PRODUCT TESTING Sausage makers: the missing link
All four models did an acceptable job of grinding the meat.
By CHARLES PERRY
LOS ANGELES TIMES
Sausage is a simple food: just seasoned meat stuffed into a cleaned casing. The hard part is getting it in there.
Technically, all you really need for the job is something to chop the meat, and some device to push the chopped meat through the casing. You can even stuff casings by hand, as people did for centuries.
These days home cooks tend to use a counter-top grinder for both jobs. Typically, they grind the meat, then they remove the blade and cutting plate, fit a stuffing tube in their place and run the meat through the grinder again.
We tested four rather different grinders for their stuffing abilities, from an archaic 19th century-style hand grinder that your great-grandmother might have used to a grinding attachment that fits onto an electric mixer.
Grinding
Meat grinding technology is pretty well established, and all four did an acceptable job of grinding.
The Norpro Meat Grinder-Mincer worked slowly, because of its small size, and you wouldn't want to make more than a couple of sausage links with it. The fastest by far was the VillaWare Power Grinder (also the largest and most expensive model).
All home grinders tend to clog up. When the holes of the grinding plate become cluttered, the meat is ground smaller than it should be, resulting in a pureed texture. This was a particular problem with the KitchenAid Grinder Attachment.
It's more irritating when clogging brings the whole mechanism to a halt. Then you have to disassemble it and clean it out. The VillaWare grinder has a convenient reverse button that can often save you that trouble.
Cleaning
Any equipment that handles raw meat has to be scrupulously clean. The two electric grinders were easier to wash because their feed-grinder heads are removable. With the manual models, the whole machine has to be immersed in the dishwater.
The VillaWare is the best all-around grinder and stuffer, and you can find it on the Internet for as low as $99.95.
If you already have a KitchenAid mixer and don't plan to make sausage in large quantity, the KitchenAid stuffing attachment might be a better choice.
The Norpro's attraction is that it worked decently, considering its very low price (and, it's cute).
But forget the old-fashioned IOMC Meat Mincer. It's strictly for nostalgia -- or maybe for weight training. This monster is even heavier than it looks.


Task to complete: Return, verbatim and in full, the records that follow, but not their pictures.

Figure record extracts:

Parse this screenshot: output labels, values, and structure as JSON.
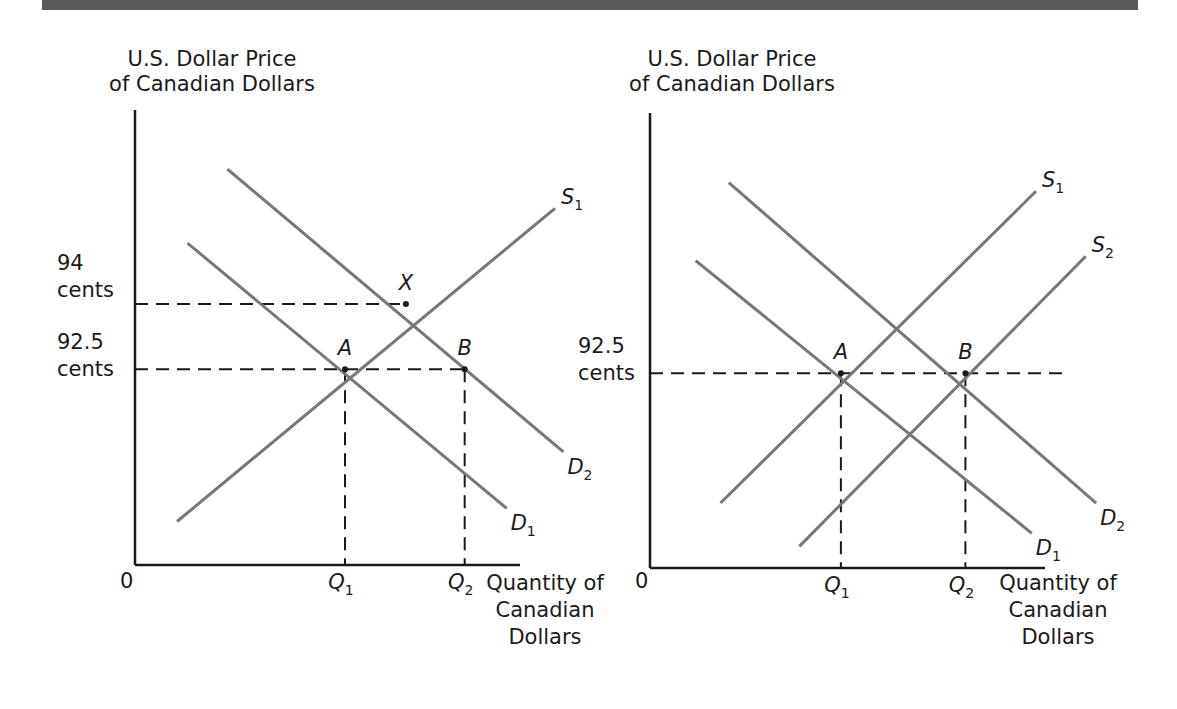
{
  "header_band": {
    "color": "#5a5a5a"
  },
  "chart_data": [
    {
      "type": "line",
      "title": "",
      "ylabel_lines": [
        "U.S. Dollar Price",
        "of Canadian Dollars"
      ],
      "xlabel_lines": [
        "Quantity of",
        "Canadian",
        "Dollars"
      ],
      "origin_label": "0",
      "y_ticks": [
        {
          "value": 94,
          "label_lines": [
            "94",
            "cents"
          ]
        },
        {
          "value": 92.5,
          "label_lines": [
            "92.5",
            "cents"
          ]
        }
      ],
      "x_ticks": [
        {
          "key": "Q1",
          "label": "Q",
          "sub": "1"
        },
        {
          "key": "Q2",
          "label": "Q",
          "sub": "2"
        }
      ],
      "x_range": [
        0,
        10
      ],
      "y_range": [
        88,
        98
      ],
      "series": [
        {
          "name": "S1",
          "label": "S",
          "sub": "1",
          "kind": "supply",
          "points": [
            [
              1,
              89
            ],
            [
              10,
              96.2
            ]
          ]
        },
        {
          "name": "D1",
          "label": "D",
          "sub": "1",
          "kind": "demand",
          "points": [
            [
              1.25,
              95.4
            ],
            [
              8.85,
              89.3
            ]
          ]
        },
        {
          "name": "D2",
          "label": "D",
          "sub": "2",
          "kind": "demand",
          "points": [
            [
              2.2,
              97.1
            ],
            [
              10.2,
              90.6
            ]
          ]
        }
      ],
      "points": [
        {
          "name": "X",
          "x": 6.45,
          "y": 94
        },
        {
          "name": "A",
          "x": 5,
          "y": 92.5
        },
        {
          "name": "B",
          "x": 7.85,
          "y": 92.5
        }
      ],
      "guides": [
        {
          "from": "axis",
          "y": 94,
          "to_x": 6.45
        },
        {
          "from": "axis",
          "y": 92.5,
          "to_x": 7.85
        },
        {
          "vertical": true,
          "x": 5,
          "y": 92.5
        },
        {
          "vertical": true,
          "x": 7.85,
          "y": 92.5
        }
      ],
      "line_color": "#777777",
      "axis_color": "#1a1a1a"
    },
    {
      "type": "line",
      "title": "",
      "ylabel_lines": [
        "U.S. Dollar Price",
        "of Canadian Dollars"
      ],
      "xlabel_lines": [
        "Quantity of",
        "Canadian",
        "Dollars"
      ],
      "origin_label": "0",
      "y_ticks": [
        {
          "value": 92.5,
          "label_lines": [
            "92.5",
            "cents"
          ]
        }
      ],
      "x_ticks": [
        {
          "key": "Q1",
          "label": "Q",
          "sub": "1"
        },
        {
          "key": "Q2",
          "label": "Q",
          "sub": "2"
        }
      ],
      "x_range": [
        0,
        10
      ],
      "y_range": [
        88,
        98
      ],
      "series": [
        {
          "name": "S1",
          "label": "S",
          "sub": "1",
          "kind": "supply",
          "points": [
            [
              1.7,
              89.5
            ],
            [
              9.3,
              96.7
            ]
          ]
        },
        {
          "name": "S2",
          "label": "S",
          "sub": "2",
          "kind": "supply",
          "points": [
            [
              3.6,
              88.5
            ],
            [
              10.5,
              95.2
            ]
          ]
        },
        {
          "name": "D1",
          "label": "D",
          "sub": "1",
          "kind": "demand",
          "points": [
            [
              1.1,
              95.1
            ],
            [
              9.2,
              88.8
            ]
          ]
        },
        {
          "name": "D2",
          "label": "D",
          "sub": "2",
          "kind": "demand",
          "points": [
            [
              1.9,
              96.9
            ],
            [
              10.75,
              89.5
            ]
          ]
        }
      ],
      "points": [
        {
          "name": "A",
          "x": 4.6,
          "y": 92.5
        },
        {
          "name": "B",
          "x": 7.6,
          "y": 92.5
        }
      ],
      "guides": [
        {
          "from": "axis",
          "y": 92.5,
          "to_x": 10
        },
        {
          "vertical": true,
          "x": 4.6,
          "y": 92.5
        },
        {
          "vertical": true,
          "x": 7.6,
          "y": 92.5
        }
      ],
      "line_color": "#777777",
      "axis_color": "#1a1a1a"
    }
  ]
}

Worked solution:
Parse this screenshot: output labels, values, and structure as JSON.
{
  "header_band": {
    "color": "#5a5a5a"
  },
  "chart_data": [
    {
      "type": "line",
      "title": "",
      "ylabel_lines": [
        "U.S. Dollar Price",
        "of Canadian Dollars"
      ],
      "xlabel_lines": [
        "Quantity of",
        "Canadian",
        "Dollars"
      ],
      "origin_label": "0",
      "y_ticks": [
        {
          "value": 94,
          "label_lines": [
            "94",
            "cents"
          ]
        },
        {
          "value": 92.5,
          "label_lines": [
            "92.5",
            "cents"
          ]
        }
      ],
      "x_ticks": [
        {
          "key": "Q1",
          "label": "Q",
          "sub": "1"
        },
        {
          "key": "Q2",
          "label": "Q",
          "sub": "2"
        }
      ],
      "x_range": [
        0,
        10
      ],
      "y_range": [
        88,
        98
      ],
      "series": [
        {
          "name": "S1",
          "label": "S",
          "sub": "1",
          "kind": "supply",
          "points": [
            [
              1,
              89
            ],
            [
              10,
              96.2
            ]
          ]
        },
        {
          "name": "D1",
          "label": "D",
          "sub": "1",
          "kind": "demand",
          "points": [
            [
              1.25,
              95.4
            ],
            [
              8.85,
              89.3
            ]
          ]
        },
        {
          "name": "D2",
          "label": "D",
          "sub": "2",
          "kind": "demand",
          "points": [
            [
              2.2,
              97.1
            ],
            [
              10.2,
              90.6
            ]
          ]
        }
      ],
      "points": [
        {
          "name": "X",
          "x": 6.45,
          "y": 94
        },
        {
          "name": "A",
          "x": 5,
          "y": 92.5
        },
        {
          "name": "B",
          "x": 7.85,
          "y": 92.5
        }
      ],
      "guides": [
        {
          "from": "axis",
          "y": 94,
          "to_x": 6.45
        },
        {
          "from": "axis",
          "y": 92.5,
          "to_x": 7.85
        },
        {
          "vertical": true,
          "x": 5,
          "y": 92.5
        },
        {
          "vertical": true,
          "x": 7.85,
          "y": 92.5
        }
      ],
      "line_color": "#777777",
      "axis_color": "#1a1a1a"
    },
    {
      "type": "line",
      "title": "",
      "ylabel_lines": [
        "U.S. Dollar Price",
        "of Canadian Dollars"
      ],
      "xlabel_lines": [
        "Quantity of",
        "Canadian",
        "Dollars"
      ],
      "origin_label": "0",
      "y_ticks": [
        {
          "value": 92.5,
          "label_lines": [
            "92.5",
            "cents"
          ]
        }
      ],
      "x_ticks": [
        {
          "key": "Q1",
          "label": "Q",
          "sub": "1"
        },
        {
          "key": "Q2",
          "label": "Q",
          "sub": "2"
        }
      ],
      "x_range": [
        0,
        10
      ],
      "y_range": [
        88,
        98
      ],
      "series": [
        {
          "name": "S1",
          "label": "S",
          "sub": "1",
          "kind": "supply",
          "points": [
            [
              1.7,
              89.5
            ],
            [
              9.3,
              96.7
            ]
          ]
        },
        {
          "name": "S2",
          "label": "S",
          "sub": "2",
          "kind": "supply",
          "points": [
            [
              3.6,
              88.5
            ],
            [
              10.5,
              95.2
            ]
          ]
        },
        {
          "name": "D1",
          "label": "D",
          "sub": "1",
          "kind": "demand",
          "points": [
            [
              1.1,
              95.1
            ],
            [
              9.2,
              88.8
            ]
          ]
        },
        {
          "name": "D2",
          "label": "D",
          "sub": "2",
          "kind": "demand",
          "points": [
            [
              1.9,
              96.9
            ],
            [
              10.75,
              89.5
            ]
          ]
        }
      ],
      "points": [
        {
          "name": "A",
          "x": 4.6,
          "y": 92.5
        },
        {
          "name": "B",
          "x": 7.6,
          "y": 92.5
        }
      ],
      "guides": [
        {
          "from": "axis",
          "y": 92.5,
          "to_x": 10
        },
        {
          "vertical": true,
          "x": 4.6,
          "y": 92.5
        },
        {
          "vertical": true,
          "x": 7.6,
          "y": 92.5
        }
      ],
      "line_color": "#777777",
      "axis_color": "#1a1a1a"
    }
  ]
}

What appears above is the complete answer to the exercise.